Authorities are human and fallible. They’re vulnerable to the same biases and conflicts of interest as the rest of us. Since they are experts in the current view of their field, they can reflexively dismiss unorthodox views and protect their ego at the expense of an objective search for the truth. Experts need maverick thinking to avoid tunnel vision but they’re often hostile to it. For example, the continental drift theory, which posited that continents were one big mass and drifted apart overtime, was initially declared absurd. For decades, Nicolaus Copernicus was reluctant to publish his finding that the Earth is not at the center of the universe, for fear of rejection and ridicule by the experts. Ignaz Semmelweis, a Hungarian physician, was ostracized by the medical community for suggesting that doctors wash their hands before treating patients to avoid spreading disease. He ended up in an asylum. Each of these instances proved Max Planck right: “A new scientific truth does not triumph by convincing its opponents and making them see the light, but rather because its opponents eventually die.”
Last year, when I set out to write a book about military coups, the experts had already reached a conclusion: Coups are bad for democracy. No buts, no ifs, no exceptions. During my research, I uncovered numerous coups that didn’t fit this pattern. These coups toppled dictatorships and built democracies, rather than destroyed them.
When I made this claim at a conference, a senior scholar awoke from his daydream, turned his head deliberately in my direction, and gave me the same type of stare that the Cardinals must have given Galileo for asserting that the Earth is round. Challenging the consensus opinion was academic heresy.
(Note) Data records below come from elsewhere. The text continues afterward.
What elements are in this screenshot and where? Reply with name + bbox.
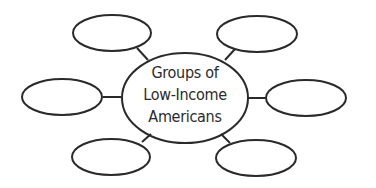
satellite-right[interactable] [266, 80, 346, 116]
center-label-line-2: Low-Income [121, 84, 249, 106]
connector-top-right [225, 49, 235, 60]
satellite-bottom-left[interactable] [72, 139, 150, 175]
satellite-top-left[interactable] [73, 15, 151, 51]
center-node-label: Groups of Low-Income Americans [121, 62, 249, 128]
center-label-line-1: Groups of [121, 62, 249, 84]
satellite-left[interactable] [22, 79, 102, 115]
connector-top-left [137, 48, 148, 60]
center-label-line-3: Americans [121, 106, 249, 128]
satellite-top-right[interactable] [217, 16, 297, 52]
satellite-bottom-right[interactable] [216, 140, 296, 176]
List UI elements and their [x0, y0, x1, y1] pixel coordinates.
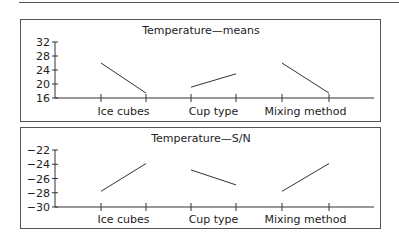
- series-line-cup-type: [191, 170, 236, 185]
- series-line-mixing-method: [282, 164, 329, 192]
- sn-chart: Temperature—S/N−30−28−26−24−22Ice cubesC…: [21, 128, 382, 230]
- chart-title: Temperature—S/N: [150, 132, 251, 145]
- y-tick-label: 32: [36, 36, 50, 49]
- x-category-label: Mixing method: [264, 213, 346, 226]
- x-category-label: Cup type: [189, 213, 239, 226]
- y-tick-label: −28: [27, 187, 50, 200]
- series-line-mixing-method: [282, 63, 329, 93]
- x-category-label: Cup type: [189, 105, 239, 118]
- y-tick-label: −24: [27, 158, 50, 171]
- series-line-ice-cubes: [101, 63, 146, 93]
- means-chart-panel: Temperature—means1620242832Ice cubesCup …: [20, 19, 381, 122]
- means-chart: Temperature—means1620242832Ice cubesCup …: [21, 20, 382, 123]
- y-tick-label: −22: [27, 144, 50, 157]
- sn-chart-panel: Temperature—S/N−30−28−26−24−22Ice cubesC…: [20, 127, 381, 229]
- top-rule: [19, 2, 399, 3]
- chart-title: Temperature—means: [141, 24, 260, 37]
- x-category-label: Ice cubes: [97, 105, 149, 118]
- series-line-ice-cubes: [101, 164, 146, 192]
- y-tick-label: 24: [36, 64, 50, 77]
- y-tick-label: −26: [27, 173, 50, 186]
- y-tick-label: 20: [36, 78, 50, 91]
- x-category-label: Ice cubes: [97, 213, 149, 226]
- x-category-label: Mixing method: [264, 105, 346, 118]
- y-tick-label: −30: [27, 201, 50, 214]
- y-tick-label: 16: [36, 92, 50, 105]
- y-tick-label: 28: [36, 50, 50, 63]
- series-line-cup-type: [191, 74, 236, 87]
Even after he earned a Nobel prize, the physicist Richard Feynman didn’t see himself as an authority. Instead, he thought of himself as a “confused ape” and approached everything around him with the same level of curiosity, enabling him to see the nuances that others in his field had dismissed. In a rebuke to self-professed experts with confident claims, “I would rather have questions that can’t be answered,” he said, “than answers which can’t be questioned.”
In the end, the world needs fewer self-assured authorities and more confused apes.